How in this broken mirror of God’s intention for us are we meant to find someone who loves us in the same way God loves us? IMPOSSIBLE! I will die an old maid.
God’s love is patient. It waits for the right moment, the right time, the right person. What I mean is, God is not simply patient with my mistakes and how headstrong and insistent on my own way I can be, but God is also patient for me to come to him. God waits for me.
Churchy Christians talk a lot about waiting for God’s timing and how it is always perfect. Which, I will begrudgingly admit, is true. That does not make waiting for it any easier and it does not make the statement less patronizing. God’s love is patient and God’s timing for giving me that love will be perfect. I already love the person God intends to bring into my life and if I love him the way God wants me to the most important part of that love is patience. I have to wait for it. I cannot rush toward it until I am ready and they are ready too. It is not just about being patient with the man I will eventually love, but being patient for him.
If there’s a reason I’m by her side when so many have tried then I’m willing to wait for it.
-Wait for It, Hamilton
The kind of love my mom was talking about is not the kind you find checking hallways and corners. The kind of love that mirrors God’s love for me, in their own imperfect funhouse way, is not something that follows a schedule or comes around every five minutes. It is something special you have to wait for.

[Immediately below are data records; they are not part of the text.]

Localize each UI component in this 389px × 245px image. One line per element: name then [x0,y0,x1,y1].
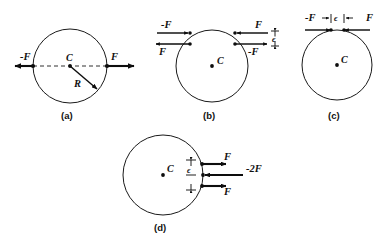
panel-c-center-dot [335,63,339,67]
panel-d-force-label-lower: F [223,186,231,197]
panel-d: ϵ F -2F F C (d) [123,135,262,233]
panel-d-tag: (d) [154,222,166,233]
panel-b-force-label-lower-left: F [158,46,166,57]
panel-c-epsilon-label: ϵ [334,13,338,23]
panel-b-tag: (b) [203,110,215,121]
panel-c: ϵ -F F C (c) [302,12,373,121]
panel-a-force-label-left: -F [20,51,31,62]
panel-b-application-point-upper-left [188,31,192,35]
panel-a-center-label: C [66,52,73,63]
panel-a-tag: (a) [61,110,73,121]
panel-d-epsilon-label: ϵ [187,165,191,175]
panel-b-force-label-upper-left: -F [161,19,172,30]
panel-d-force-label-upper: F [223,151,231,162]
panel-b-force-label-lower-right: -F [248,46,259,57]
panel-a-application-point-left [31,64,35,68]
panel-a: -F F C R (a) [15,29,134,121]
panel-c-application-point-right [342,28,346,32]
panel-c-center-label: C [341,54,348,65]
panel-d-center-dot [161,173,165,177]
panel-d-application-point-middle [201,173,205,177]
panel-b-application-point-lower-right [233,42,237,46]
panel-b-center-dot [210,64,214,68]
panel-c-force-label-right: F [365,12,373,23]
panel-c-tag: (c) [328,110,340,121]
panel-b-force-label-upper-right: F [254,19,262,30]
panel-b-epsilon-label: ϵ [272,34,276,44]
physics-figure: -F F C R (a) ϵ [0,0,389,245]
panel-b: ϵ -F F F -F C (b) [156,19,279,121]
panel-d-force-label-middle: -2F [246,163,262,174]
panel-d-application-point-upper [200,162,204,166]
panel-d-center-label: C [167,163,174,174]
panel-c-application-point-left [329,28,333,32]
panel-b-application-point-upper-right [233,31,237,35]
panel-d-application-point-lower [200,184,204,188]
panel-a-radius-label: R [73,78,81,89]
panel-a-application-point-right [105,64,109,68]
panel-b-application-point-lower-left [188,42,192,46]
panel-a-force-label-right: F [110,51,118,62]
figure-canvas: -F F C R (a) ϵ [0,0,389,245]
panel-b-center-label: C [217,55,224,66]
panel-c-force-label-left: -F [305,12,316,23]
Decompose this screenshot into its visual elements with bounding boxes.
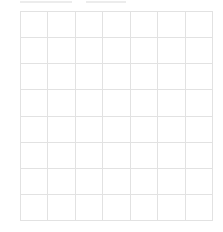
- grid-cell: [76, 143, 103, 169]
- grid-cell: [76, 117, 103, 143]
- grid-cell: [103, 117, 130, 143]
- grid-cell: [103, 38, 130, 64]
- grid-cell: [158, 12, 185, 38]
- grid-cell: [48, 117, 75, 143]
- grid-cell: [186, 38, 213, 64]
- grid-cell: [76, 90, 103, 116]
- grid-cell: [103, 12, 130, 38]
- grid-cell: [158, 38, 185, 64]
- grid-cell: [48, 38, 75, 64]
- grid-cell: [48, 12, 75, 38]
- grid-cell: [21, 143, 48, 169]
- grid-cell: [103, 90, 130, 116]
- grid-cell: [186, 64, 213, 90]
- grid-cell: [186, 12, 213, 38]
- grid-cell: [158, 117, 185, 143]
- grid-cell: [21, 195, 48, 221]
- grid-cell: [103, 64, 130, 90]
- grid-cell: [76, 38, 103, 64]
- grid-cell: [76, 169, 103, 195]
- grid-cell: [131, 90, 158, 116]
- grid-cell: [131, 64, 158, 90]
- grid-cell: [186, 117, 213, 143]
- grid-cell: [48, 90, 75, 116]
- grid-cell: [76, 12, 103, 38]
- grid-cell: [21, 12, 48, 38]
- grid-cell: [131, 195, 158, 221]
- grid-cell: [103, 143, 130, 169]
- grid-cell: [103, 195, 130, 221]
- grid-cell: [186, 195, 213, 221]
- grid-cell: [186, 169, 213, 195]
- grid-cell: [131, 169, 158, 195]
- grid-cell: [158, 64, 185, 90]
- empty-grid: [20, 11, 213, 221]
- grid-cell: [21, 90, 48, 116]
- grid-cell: [131, 143, 158, 169]
- grid-cell: [76, 64, 103, 90]
- grid-cell: [21, 64, 48, 90]
- grid-cell: [131, 12, 158, 38]
- clipped-text-segment: [86, 0, 126, 3]
- grid-cell: [158, 143, 185, 169]
- grid-cell: [186, 90, 213, 116]
- grid-cell: [158, 169, 185, 195]
- clipped-header-text: [20, 0, 200, 4]
- grid-cell: [131, 38, 158, 64]
- grid-cell: [21, 169, 48, 195]
- grid-cell: [48, 143, 75, 169]
- grid-cell: [48, 169, 75, 195]
- grid-cell: [103, 169, 130, 195]
- grid-cell: [158, 90, 185, 116]
- grid-cell: [48, 195, 75, 221]
- grid-cell: [21, 38, 48, 64]
- grid-cell: [21, 117, 48, 143]
- grid-cell: [158, 195, 185, 221]
- grid-cell: [48, 64, 75, 90]
- grid-cell: [76, 195, 103, 221]
- grid-cell: [186, 143, 213, 169]
- grid-cell: [131, 117, 158, 143]
- clipped-text-segment: [20, 0, 72, 3]
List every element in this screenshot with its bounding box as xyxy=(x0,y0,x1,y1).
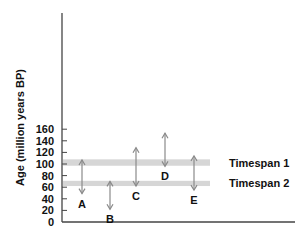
y-tick-label: 80 xyxy=(42,170,54,182)
range-arrow-b: B xyxy=(106,181,114,225)
timespan-label-2: Timespan 2 xyxy=(229,177,289,189)
y-tick-label: 20 xyxy=(42,204,54,216)
range-label-c: C xyxy=(132,190,140,202)
range-arrow-d: D xyxy=(161,133,169,182)
y-tick-label: 120 xyxy=(36,146,54,158)
timespan-label-1: Timespan 1 xyxy=(229,157,289,169)
y-tick-label: 160 xyxy=(36,123,54,135)
range-label-b: B xyxy=(106,213,114,225)
y-axis-label: Age (million years BP) xyxy=(14,69,26,186)
chart-plot: Timespan 1Timespan 202040608010012014016… xyxy=(0,0,307,238)
range-label-e: E xyxy=(190,194,197,206)
range-chart: Timespan 1Timespan 202040608010012014016… xyxy=(0,0,307,238)
y-tick-label: 140 xyxy=(36,135,54,147)
y-tick-label: 0 xyxy=(48,216,54,228)
y-tick-label: 100 xyxy=(36,158,54,170)
range-label-a: A xyxy=(78,198,86,210)
y-tick-label: 40 xyxy=(42,193,54,205)
range-arrow-c: C xyxy=(132,148,140,202)
y-tick-label: 60 xyxy=(42,181,54,193)
range-label-d: D xyxy=(161,170,169,182)
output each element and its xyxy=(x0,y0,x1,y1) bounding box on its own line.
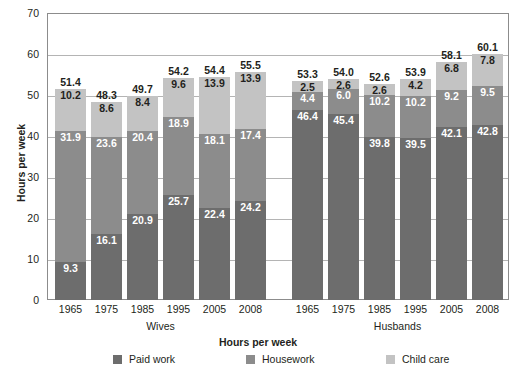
segment-housework: 20.4 xyxy=(127,131,158,215)
segment-value: 9.6 xyxy=(171,78,186,90)
segment-value: 10.2 xyxy=(60,89,80,101)
segment-child-care: 8.4 xyxy=(127,96,158,130)
segment-housework: 31.9 xyxy=(55,131,86,262)
legend-item-paid-work: Paid work xyxy=(113,353,175,365)
segment-value: 18.9 xyxy=(168,117,188,129)
segment-value: 13.9 xyxy=(240,72,260,84)
legend-label-child-care: Child care xyxy=(402,353,449,365)
segment-paid-work: 45.4 xyxy=(328,114,359,300)
bar-husbands-2008: 42.89.57.860.1 xyxy=(472,54,503,300)
segment-child-care: 13.9 xyxy=(199,77,230,134)
bar-total-label: 49.7 xyxy=(121,83,164,95)
segment-value: 25.7 xyxy=(168,195,188,207)
segment-paid-work: 20.9 xyxy=(127,214,158,300)
segment-value: 8.4 xyxy=(135,96,150,108)
legend: Paid work Housework Child care xyxy=(0,352,516,370)
segment-child-care: 7.8 xyxy=(472,54,503,86)
segment-value: 10.2 xyxy=(369,95,389,107)
segment-paid-work: 16.1 xyxy=(91,234,122,300)
segment-child-care: 10.2 xyxy=(55,89,86,131)
x-tick-wives-1985: 1985 xyxy=(124,303,161,315)
segment-value: 17.4 xyxy=(240,129,260,141)
bar-wives-1995: 25.718.99.654.2 xyxy=(163,78,194,300)
legend-item-housework: Housework xyxy=(246,353,315,365)
x-tick-wives-1965: 1965 xyxy=(52,303,89,315)
segment-housework: 6.0 xyxy=(328,89,359,114)
segment-paid-work: 42.8 xyxy=(472,125,503,300)
legend-label-paid-work: Paid work xyxy=(129,353,175,365)
legend-swatch-child-care xyxy=(386,355,395,364)
legend-swatch-paid-work xyxy=(113,355,122,364)
bar-wives-1965: 9.331.910.251.4 xyxy=(55,89,86,300)
segment-value: 7.8 xyxy=(480,54,495,66)
segment-child-care: 9.6 xyxy=(163,78,194,117)
legend-label-housework: Housework xyxy=(262,353,315,365)
segment-housework: 9.2 xyxy=(436,90,467,128)
x-tick-husbands-2005: 2005 xyxy=(433,303,470,315)
x-tick-husbands-1975: 1975 xyxy=(325,303,362,315)
segment-value: 2.5 xyxy=(300,81,315,93)
segment-value: 20.4 xyxy=(132,131,152,143)
chart-title: Hours per week xyxy=(0,336,516,348)
legend-swatch-housework xyxy=(246,355,255,364)
segment-paid-work: 39.5 xyxy=(400,138,431,300)
segment-value: 42.8 xyxy=(477,125,497,137)
segment-value: 45.4 xyxy=(333,114,353,126)
segment-value: 10.2 xyxy=(405,96,425,108)
bar-husbands-1975: 45.46.02.654.0 xyxy=(328,79,359,300)
group-label-husbands: Husbands xyxy=(282,320,513,332)
bar-wives-1975: 16.123.68.648.3 xyxy=(91,102,122,300)
x-tick-husbands-1965: 1965 xyxy=(289,303,326,315)
x-tick-husbands-1985: 1985 xyxy=(361,303,398,315)
x-tick-husbands-2008: 2008 xyxy=(469,303,506,315)
segment-child-care: 4.2 xyxy=(400,79,431,96)
segment-value: 8.6 xyxy=(99,102,114,114)
bar-husbands-2005: 42.19.26.858.1 xyxy=(436,62,467,300)
segment-housework: 10.2 xyxy=(400,96,431,138)
legend-item-child-care: Child care xyxy=(386,353,449,365)
segment-child-care: 2.6 xyxy=(328,79,359,90)
segment-paid-work: 46.4 xyxy=(292,110,323,300)
segment-value: 18.1 xyxy=(204,134,224,146)
segment-child-care: 8.6 xyxy=(91,102,122,137)
x-tick-husbands-1995: 1995 xyxy=(397,303,434,315)
segment-value: 39.8 xyxy=(369,137,389,149)
group-label-wives: Wives xyxy=(45,320,276,332)
segment-child-care: 13.9 xyxy=(235,72,266,129)
bar-total-label: 55.5 xyxy=(229,59,272,71)
x-tick-wives-1995: 1995 xyxy=(160,303,197,315)
segment-value: 16.1 xyxy=(96,234,116,246)
bar-wives-2005: 22.418.113.954.4 xyxy=(199,77,230,300)
segment-paid-work: 9.3 xyxy=(55,262,86,300)
x-tick-wives-1975: 1975 xyxy=(88,303,125,315)
x-tick-wives-2008: 2008 xyxy=(232,303,269,315)
bar-husbands-1995: 39.510.24.253.9 xyxy=(400,79,431,300)
segment-value: 6.8 xyxy=(444,62,459,74)
segment-value: 6.0 xyxy=(336,89,351,101)
segment-housework: 17.4 xyxy=(235,129,266,200)
segment-housework: 18.9 xyxy=(163,117,194,194)
segment-child-care: 2.5 xyxy=(292,81,323,91)
segment-value: 9.5 xyxy=(480,86,495,98)
segment-child-care: 2.6 xyxy=(364,84,395,95)
segment-value: 46.4 xyxy=(297,110,317,122)
segment-housework: 18.1 xyxy=(199,134,230,208)
stacked-bar-chart: 70 60 50 40 30 20 10 0 Hours per week 9.… xyxy=(0,0,516,373)
segment-value: 2.6 xyxy=(336,79,351,91)
segment-housework: 4.4 xyxy=(292,92,323,110)
segment-housework: 9.5 xyxy=(472,86,503,125)
segment-value: 42.1 xyxy=(441,127,461,139)
segment-value: 9.3 xyxy=(63,262,78,274)
segment-value: 22.4 xyxy=(204,208,224,220)
segment-value: 23.6 xyxy=(96,137,116,149)
segment-paid-work: 42.1 xyxy=(436,127,467,300)
segment-value: 13.9 xyxy=(204,77,224,89)
bar-total-label: 51.4 xyxy=(49,76,92,88)
bar-husbands-1985: 39.810.22.652.6 xyxy=(364,84,395,300)
bars-layer: 9.331.910.251.4196516.123.68.648.3197520… xyxy=(0,0,516,373)
bar-total-label: 60.1 xyxy=(466,41,509,53)
bar-wives-1985: 20.920.48.449.7 xyxy=(127,96,158,300)
segment-paid-work: 39.8 xyxy=(364,137,395,300)
segment-value: 31.9 xyxy=(60,131,80,143)
segment-value: 4.2 xyxy=(408,79,423,91)
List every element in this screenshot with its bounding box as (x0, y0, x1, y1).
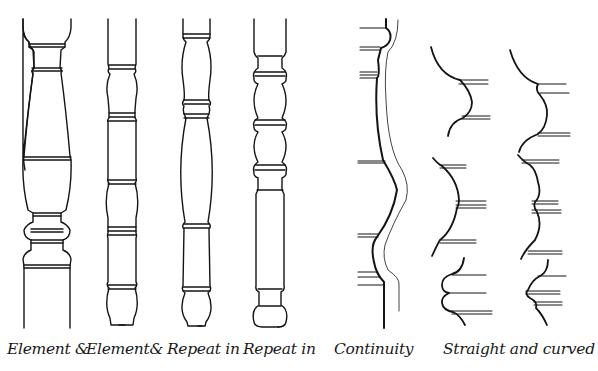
spindle-4-drawing (253, 19, 287, 327)
label-spindle-1: Element & (7, 340, 89, 358)
label-spindle-2: Element& (86, 340, 163, 358)
label-continuity: Continuity (334, 340, 413, 358)
label-straight-and-curved: Straight and curved (443, 340, 595, 358)
straight-curved-profiles-a (431, 47, 492, 325)
straight-curved-profiles-b (510, 50, 570, 325)
continuity-profile-drawing (358, 19, 407, 328)
label-spindle-3: Repeat in (167, 340, 240, 358)
label-spindle-4: Repeat in (243, 340, 316, 358)
baluster-illustration (0, 0, 598, 371)
spindle-3-drawing (181, 19, 213, 326)
spindle-1-drawing (23, 19, 71, 328)
spindle-2-drawing (106, 19, 138, 325)
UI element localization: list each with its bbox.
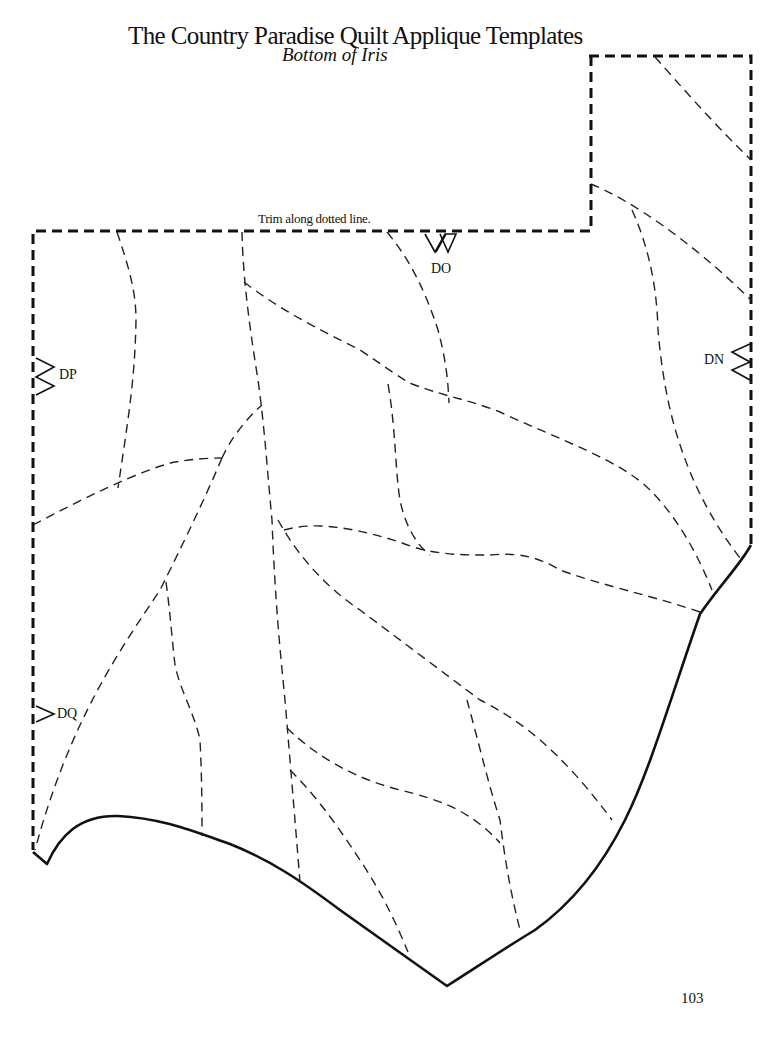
page-number: 103 — [681, 990, 704, 1007]
notch-dn-icon — [732, 344, 750, 380]
notch-label-dq: DQ — [57, 706, 77, 722]
notch-dp-icon — [36, 358, 54, 395]
trim-dotted-line — [33, 56, 751, 850]
notch-label-dp: DP — [59, 367, 77, 383]
notch-do-icon — [425, 234, 456, 252]
template-drawing — [0, 0, 766, 1050]
template-bottom-edge — [33, 545, 751, 986]
notch-dq-icon — [36, 706, 54, 722]
notch-label-do: DO — [431, 261, 451, 277]
notch-label-dn: DN — [704, 352, 724, 368]
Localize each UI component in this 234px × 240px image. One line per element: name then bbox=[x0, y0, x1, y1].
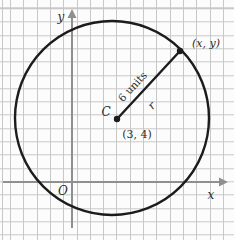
x-axis-label: x bbox=[208, 188, 215, 202]
origin-label: O bbox=[58, 184, 68, 198]
figure-svg: y x O C (3, 4) 6 units r (x, y) bbox=[0, 0, 234, 240]
boundary-point-dot bbox=[177, 48, 183, 54]
boundary-point-label: (x, y) bbox=[192, 37, 220, 50]
diagram-canvas: y x O C (3, 4) 6 units r (x, y) bbox=[0, 0, 234, 240]
center-dot bbox=[114, 116, 120, 122]
radius-symbol-label: r bbox=[145, 99, 159, 112]
center-label: C bbox=[101, 105, 110, 119]
x-axis-arrow-icon bbox=[219, 178, 228, 187]
y-axis-arrow-icon bbox=[68, 9, 77, 18]
y-axis-label: y bbox=[57, 10, 65, 24]
center-coordinates-label: (3, 4) bbox=[122, 128, 152, 141]
radius-length-label: 6 units bbox=[115, 69, 149, 104]
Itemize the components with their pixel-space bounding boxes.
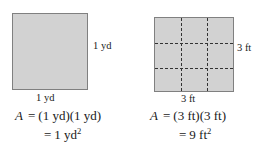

I do not think it will make sense, the times when it appears or disappears. God’s timing, while perfect, does not make sense to human minds. We are not looking at the whole puzzle just the edges of the pieces around us waiting for the one that clicks with ours. We do not know why we have been placed in that pile in such close proximity to a piece that seems right but has not been snapped into place. But if there is a reason, we need only to wait for it.
Honestly? I HATE that puzzle metaphor. Just like “God’s timing is perfect,” it is something said to the impatient faithful as a way to explain why things have not worked out and why we do not need to understand why.
Why would God, in his divine wisdom, bring this guy into my life at a time in which I was available enough to actually look up from my work long enough to notice him? Why would I meet this guy at a party I decided to go to at the last minute? Why would so many things in my life, totally unrelated things, line up in such a way that my path and his crossed at what felt like the exact right moment? Why did I meet someone I fit so perfectly with if we were not supposed to be together? I muddle through that anger and frustration and desire to rationally understand and the only comfort I am given is a metaphor about puzzles. “You just don’t see the whole picture right now.” People telling me that it will make sense when more of the pieces fall into place. People telling me that IF there is a reason then I just have to wait for it. All I get to know is that I was waiting before and I am waiting again.
Waiting for the one I am waiting for.